I like playing around with dice. Figuring out probabilities and how they'll change in different circumstances is fun. It's one of the reasons I used to write systems, they let me implement my weird dice ideas and see how they worked. I'm more focused on writing content these days, so I figured I'd share the interactions I haven't gotten around to using yet. They might as well see the light of day now and instead of waiting for some nebulous future game.
Dice interactions are rules that directly interact with the math of a die roll to alter the outcome in some way. Some common ones most folks are familiar with are:
- Being able to reroll
- Replacing a roll result with a pre-rolled value
- Bonuses and maluses
- Advantage and disadvantage
Anything that modifies the dice rolled or the roll's result counts.
Here are some interactions I'd like to see used widely one day:
Step Up/Down
Alter what size die gets used in a roll. Make an ally's d4 roll a d6, or an enemy's roll use a d12 instead of a d20. (This one's already used regularly, but not enough that I'd call it common. I want to see it used even more often.)
Twin
Add a second die of the same size to a roll, turning the linear probability into a triangular distribution. There are already spells and abilities that let you add a specific die size to your rolls to give a variable bonus, but this is more about creating the curve probability than just providing a boost to the roll's result. It lets the player choose to avoid the risk of rolling very low or high and increase the probability of mid-range values. A play it safe strategy.
Pool
Add multiple dice of the same size and turn a single-die roll into a pool. Exactly how many dice are in the pool could be determined based on level, abilities, spell effects, whatever. It's not important. What's more interesting is how to resolve a roll like this. A number of successes-based threshold doesn't make sense for a roll that likely originally had a target number to beat for resolution. The two options that make the most sense to me are:
1) The result is the total of the dice. So a pooled skill check would (likely) have you rolling Xd20 and a pooled damage roll would be Xd[damage die]. It could easily end up being overwhelmingly powerful. It would also have the same mid-range stabilizing effect as Twin since it introduces a bell curve. The more dice you add, the more centralized the curve.
2) The result is one value chosen out of the separate rolled values. So if you roll a pool of 3d20 and get 2, 14, 9, only one of those is your result. There are a few ways you could decide which of the values is chosen. The most obvious is to pick highest or lowest, but that would just make this Advantage/Disadvantage with more dice. That's boring. The better option is that the player chooses which of the values they want to use.
Bulk
Replace the lowest value on a die with the highest so the highest value's probability is doubled. (Ex: On a d4 you'd replace the 1 with a 4 so your possible outcomes are 2, 3, 4, 4.)
Sap
Replace the highest value on a die with the lowest so the lowest value's probability is doubled. (Ex: On a d4 you'd replace the 4 with a 1 so your possible outcomes are 1, 1, 2, 3.)
* The probabilities for Bulk/Sap are different from Advantage/Disadvantage. The -vantage rolls are independent, meaning you still have a 1/X chance of each possible outcome in each roll. For Bulk/Sap the highest/lowest value has a 2/X chance of occurring. The significance of the 2/X probability also changes with the die size and has a much more dramatic effect on smaller dice.
Cycle
Rolls don't have a set die they use. Instead you cycle through the dice in a standard set, either stepping up or down with each new roll. So if you start a session rolling a d20, your next roll will use a d12, then a d10, a d8, d6, then after you roll a d4 you cycle back to a d20.
You can alter the direction of the cycle at any point with abilities/spells/etc to do things like making an enemy go 8-6-4 then reverse direction to 6-8-10 order instead of looping around to 20, or timing it beneficially for an ally.
Spiral
For enemies only. Each time they succeed add a die to their rolls so they have an ever-growing dice pool. The more they succeed, the more likely they are to succeed in the future in a self-sustaining spiral and get more dangerous as time goes on.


- WHAT TO WORK ON
Using the data below, repeat all of it precisely.

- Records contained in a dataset
----

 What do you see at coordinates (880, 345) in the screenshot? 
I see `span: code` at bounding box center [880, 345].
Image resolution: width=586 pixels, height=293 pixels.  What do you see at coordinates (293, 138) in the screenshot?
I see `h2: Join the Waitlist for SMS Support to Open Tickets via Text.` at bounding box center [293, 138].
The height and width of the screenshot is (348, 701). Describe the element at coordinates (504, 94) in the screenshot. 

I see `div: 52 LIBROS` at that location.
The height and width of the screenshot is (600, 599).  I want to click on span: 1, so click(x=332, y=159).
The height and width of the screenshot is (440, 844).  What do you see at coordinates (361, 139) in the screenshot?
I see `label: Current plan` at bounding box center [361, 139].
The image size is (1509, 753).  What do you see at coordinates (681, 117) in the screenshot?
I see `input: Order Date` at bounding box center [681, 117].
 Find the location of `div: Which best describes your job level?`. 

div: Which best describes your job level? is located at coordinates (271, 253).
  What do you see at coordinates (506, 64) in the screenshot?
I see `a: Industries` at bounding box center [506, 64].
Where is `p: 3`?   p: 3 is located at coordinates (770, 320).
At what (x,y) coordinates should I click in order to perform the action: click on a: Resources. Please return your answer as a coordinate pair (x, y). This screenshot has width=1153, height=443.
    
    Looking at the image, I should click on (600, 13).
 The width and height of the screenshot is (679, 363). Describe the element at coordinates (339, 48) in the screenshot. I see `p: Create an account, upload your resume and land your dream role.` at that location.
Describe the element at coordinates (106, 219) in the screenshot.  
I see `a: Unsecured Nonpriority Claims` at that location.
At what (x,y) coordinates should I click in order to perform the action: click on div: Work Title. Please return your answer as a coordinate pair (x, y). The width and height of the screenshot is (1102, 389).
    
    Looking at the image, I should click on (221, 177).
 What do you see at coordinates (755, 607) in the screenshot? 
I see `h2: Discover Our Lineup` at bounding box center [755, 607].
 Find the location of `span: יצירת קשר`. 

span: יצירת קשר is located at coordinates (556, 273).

----

- ANSWER BOX
 What do you see at coordinates (880, 345) in the screenshot? 
I see `span: code` at bounding box center [880, 345].
Image resolution: width=586 pixels, height=293 pixels.  What do you see at coordinates (293, 138) in the screenshot?
I see `h2: Join the Waitlist for SMS Support to Open Tickets via Text.` at bounding box center [293, 138].
The height and width of the screenshot is (348, 701). Describe the element at coordinates (504, 94) in the screenshot. 

I see `div: 52 LIBROS` at that location.
The height and width of the screenshot is (600, 599).  I want to click on span: 1, so click(x=332, y=159).
The height and width of the screenshot is (440, 844).  What do you see at coordinates (361, 139) in the screenshot?
I see `label: Current plan` at bounding box center [361, 139].
The image size is (1509, 753).  What do you see at coordinates (681, 117) in the screenshot?
I see `input: Order Date` at bounding box center [681, 117].
 Find the location of `div: Which best describes your job level?`. 

div: Which best describes your job level? is located at coordinates (271, 253).
  What do you see at coordinates (506, 64) in the screenshot?
I see `a: Industries` at bounding box center [506, 64].
Where is `p: 3`?   p: 3 is located at coordinates (770, 320).
At what (x,y) coordinates should I click in order to perform the action: click on a: Resources. Please return your answer as a coordinate pair (x, y). This screenshot has width=1153, height=443.
    
    Looking at the image, I should click on (600, 13).
 The width and height of the screenshot is (679, 363). Describe the element at coordinates (339, 48) in the screenshot. I see `p: Create an account, upload your resume and land your dream role.` at that location.
Describe the element at coordinates (106, 219) in the screenshot.  
I see `a: Unsecured Nonpriority Claims` at that location.
At what (x,y) coordinates should I click in order to perform the action: click on div: Work Title. Please return your answer as a coordinate pair (x, y). The width and height of the screenshot is (1102, 389).
    
    Looking at the image, I should click on (221, 177).
 What do you see at coordinates (755, 607) in the screenshot? 
I see `h2: Discover Our Lineup` at bounding box center [755, 607].
 Find the location of `span: יצירת קשר`. 

span: יצירת קשר is located at coordinates (556, 273).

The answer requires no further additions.